04 April 2016•Update: 11 April 2016
By Max Constant
BANGKOK
Thailand's junta chief has ordered a probe into the distribution of red plastic bowls bearing a New Years message from a controversial former premier after thousands were discovered in a house in the country's north.
The order comes almost one week after a woman was arrested and charged with sedition after she posted a picture of herself with one of the receptacles on Facebook, raising scorn from media and human rights groups.
On Monday, the Bangkok Post reported junta chief-cum-Prime Minister Gen. Prayuth Chan-ocha as giving the order after the seizure Saturday of around 9,000 of the bowls destined for supporters of junta nemesis Thaksin Shinawatra for the mid-April New Year.
“Why are red bowls given to people? Why not yellow ones or other colors?” asked Chan-ocha, after two people, including a former pro-Thaksin MP, were charged with sedition for possessing the bowls.
“Is the red one more practical than others of different colors? Why do people want to get free red bowls? Why don’t they buy one themselves?”
Red is the symbolic color of the "Red Shirts," -- the supporters of Thaksin and his sister Yingluck Shinawatra, a fellow former prime minister whose government was overthrown in a coup led by Chan-ocha on May 22, 2014.
Thaksin himself was overthrown in a Sept. 2006 coup, and then went into exile in 2008 to escape a conviction for abuse of power in relation to a land purchase by his then-wife.
Chan-ocha has claimed the distribution and use of the plastic bowls is “illegal”, because it would be equivalent to “supporting a wrongdoer”.
On March 29, Theerawan Charoensuk -- a resident of Chiang Mai province in northern Thailand, a Red Shirt bastion -- posted a picture of herself with the bowl.
It bore the words "I love the people you hate and hate the people you love. I love Poo," and was followed by Thaksin's signature.
Poo (crab in Thai) is the nickname of Thaksin's sister.
Charoensuk was arrested, charged with sedition and released on a $3,000 bail. She is to be tried by a military court and is liable to seven years jail if found guilty.
Four days later, a military raid was launched on the house of a pro-Thaksin MP in the same province.
Around 9,000 red plastic bowls, all bearing the words “Although the situation is hot, let our brothers and sisters be blessed with coolness through this bowl. Happy Songkran [the Thai New Year]” and signed by Thaksin, were seized.
The evidence is currently being stored in Suriyapong military camp in Nan province, also in the north.
The raids immediately drew scorn.
A cartoonist for Thai Rath -- the most popular Thai daily -- drew a soldier terrified by children throwing water at him with red plastic bowls, while in a Facebook post a political scientist questioned if the evidence would undergo “attitude adjustment sessions” -- coercive discussions recently announced by the ruling junta.
Thai editorials were also critical of the crackdown.
“Why be afraid of harmless red water bowls?” asked Veera Prateepchaikul in Monday’s Bangkok Post.
“Being criticized is part of politics, whether one is a civilian or in the guise of a military officer. If you cannot tolerate criticism, it is better not to be in politics in the first place."
Thaksin has also entered the fray.
“It is the custom for me to give away free water bowls to people to celebrate the Songkran festival,” he wrote Sunday on his Instagram account.
“It has been done for years without problems. It has not shaken the security of the country."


▶ _The problem_: What you return should be every line below, word for word, and none of the images.

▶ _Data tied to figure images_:
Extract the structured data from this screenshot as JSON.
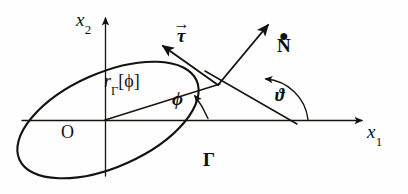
{
  "figure": {
    "caption_present": false,
    "axes": {
      "x_axis": {
        "label": "x",
        "subscript": "1",
        "name": "horizontal-axis"
      },
      "y_axis": {
        "label": "x",
        "subscript": "2",
        "name": "vertical-axis"
      },
      "origin_label": "O"
    },
    "curve": {
      "name": "closed-curve-gamma",
      "label": "Γ",
      "shape": "ellipse",
      "center_px": [
        108,
        120
      ],
      "semi_major_px": 97,
      "semi_minor_px": 47,
      "rotation_deg": -24
    },
    "radius": {
      "label_base": "r",
      "label_subscript": "Γ",
      "label_argument": "[ϕ]",
      "full_label": "rΓ[ϕ]",
      "from_px": [
        105,
        120
      ],
      "to_px": [
        218,
        85
      ]
    },
    "angles": [
      {
        "name": "phi-angle",
        "symbol": "ϕ",
        "between": "x1-axis and radius vector",
        "vertex_px": [
          105,
          120
        ]
      },
      {
        "name": "theta-angle",
        "symbol": "ϑ",
        "between": "x1-axis and normal line",
        "vertex_px": [
          291,
          120
        ]
      }
    ],
    "vectors": [
      {
        "name": "tangent-vector",
        "symbol": "τ",
        "accent": "arrow",
        "label": "⃗τ",
        "from_px": [
          218,
          85
        ],
        "to_px": [
          163,
          46
        ]
      },
      {
        "name": "n-dot-vector",
        "symbol": "N",
        "accent": "dot",
        "label": "Ṅ",
        "from_px": [
          218,
          85
        ],
        "to_px": [
          268,
          24
        ]
      }
    ],
    "colors": {
      "ink": "#121010",
      "background": "#ffffff"
    }
  }
}
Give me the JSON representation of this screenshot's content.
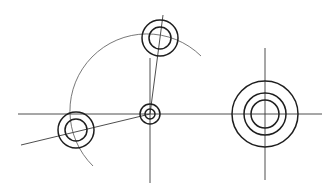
{
  "diagram": {
    "type": "technical-drawing",
    "colors": {
      "background": "#ffffff",
      "line": "#1e1e1e",
      "center_line": "#3a3a3a",
      "construction": "#555555"
    },
    "center_lines": [
      {
        "name": "horizontal-axis",
        "x1": 18,
        "y1": 114,
        "x2": 322,
        "y2": 114
      },
      {
        "name": "vertical-axis-center",
        "x1": 150,
        "y1": 58,
        "x2": 150,
        "y2": 183
      },
      {
        "name": "vertical-axis-right",
        "x1": 265,
        "y1": 48,
        "x2": 265,
        "y2": 180
      },
      {
        "name": "radial-line-top",
        "x1": 150,
        "y1": 114,
        "x2": 163,
        "y2": 15
      },
      {
        "name": "radial-line-left",
        "x1": 150,
        "y1": 114,
        "x2": 21,
        "y2": 145
      }
    ],
    "pitch_arc": {
      "cx": 150,
      "cy": 114,
      "r": 76,
      "path": "M 93 166 A 76 76 0 1 1 201 56"
    },
    "features": [
      {
        "name": "center-hole",
        "cx": 150,
        "cy": 114,
        "radii": [
          10,
          5
        ]
      },
      {
        "name": "top-hole",
        "cx": 160,
        "cy": 38,
        "radii": [
          18,
          11
        ]
      },
      {
        "name": "left-hole",
        "cx": 76,
        "cy": 130,
        "radii": [
          18,
          11
        ]
      },
      {
        "name": "right-boss",
        "cx": 265,
        "cy": 114,
        "radii": [
          33,
          21,
          14
        ]
      }
    ]
  }
}
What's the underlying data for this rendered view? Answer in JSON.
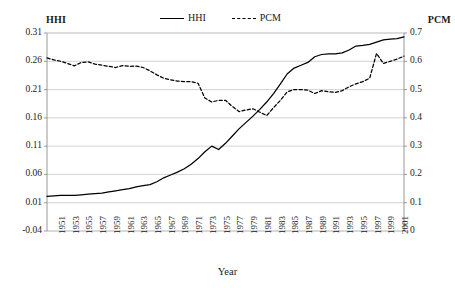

▶ _Answer below_:
Extract the structured data from this screenshot as JSON.
{
  "figure": {
    "caption_present": false,
    "axes": {
      "x_axis": {
        "label": "x",
        "subscript": "1",
        "name": "horizontal-axis"
      },
      "y_axis": {
        "label": "x",
        "subscript": "2",
        "name": "vertical-axis"
      },
      "origin_label": "O"
    },
    "curve": {
      "name": "closed-curve-gamma",
      "label": "Γ",
      "shape": "ellipse",
      "center_px": [
        108,
        120
      ],
      "semi_major_px": 97,
      "semi_minor_px": 47,
      "rotation_deg": -24
    },
    "radius": {
      "label_base": "r",
      "label_subscript": "Γ",
      "label_argument": "[ϕ]",
      "full_label": "rΓ[ϕ]",
      "from_px": [
        105,
        120
      ],
      "to_px": [
        218,
        85
      ]
    },
    "angles": [
      {
        "name": "phi-angle",
        "symbol": "ϕ",
        "between": "x1-axis and radius vector",
        "vertex_px": [
          105,
          120
        ]
      },
      {
        "name": "theta-angle",
        "symbol": "ϑ",
        "between": "x1-axis and normal line",
        "vertex_px": [
          291,
          120
        ]
      }
    ],
    "vectors": [
      {
        "name": "tangent-vector",
        "symbol": "τ",
        "accent": "arrow",
        "label": "⃗τ",
        "from_px": [
          218,
          85
        ],
        "to_px": [
          163,
          46
        ]
      },
      {
        "name": "n-dot-vector",
        "symbol": "N",
        "accent": "dot",
        "label": "Ṅ",
        "from_px": [
          218,
          85
        ],
        "to_px": [
          268,
          24
        ]
      }
    ],
    "colors": {
      "ink": "#121010",
      "background": "#ffffff"
    }
  }
}
Give me the JSON representation of this screenshot's content.
{
  "diagram": {
    "type": "technical-drawing",
    "colors": {
      "background": "#ffffff",
      "line": "#1e1e1e",
      "center_line": "#3a3a3a",
      "construction": "#555555"
    },
    "center_lines": [
      {
        "name": "horizontal-axis",
        "x1": 18,
        "y1": 114,
        "x2": 322,
        "y2": 114
      },
      {
        "name": "vertical-axis-center",
        "x1": 150,
        "y1": 58,
        "x2": 150,
        "y2": 183
      },
      {
        "name": "vertical-axis-right",
        "x1": 265,
        "y1": 48,
        "x2": 265,
        "y2": 180
      },
      {
        "name": "radial-line-top",
        "x1": 150,
        "y1": 114,
        "x2": 163,
        "y2": 15
      },
      {
        "name": "radial-line-left",
        "x1": 150,
        "y1": 114,
        "x2": 21,
        "y2": 145
      }
    ],
    "pitch_arc": {
      "cx": 150,
      "cy": 114,
      "r": 76,
      "path": "M 93 166 A 76 76 0 1 1 201 56"
    },
    "features": [
      {
        "name": "center-hole",
        "cx": 150,
        "cy": 114,
        "radii": [
          10,
          5
        ]
      },
      {
        "name": "top-hole",
        "cx": 160,
        "cy": 38,
        "radii": [
          18,
          11
        ]
      },
      {
        "name": "left-hole",
        "cx": 76,
        "cy": 130,
        "radii": [
          18,
          11
        ]
      },
      {
        "name": "right-boss",
        "cx": 265,
        "cy": 114,
        "radii": [
          33,
          21,
          14
        ]
      }
    ]
  }
}
What's the underlying data for this rendered view? Answer in JSON.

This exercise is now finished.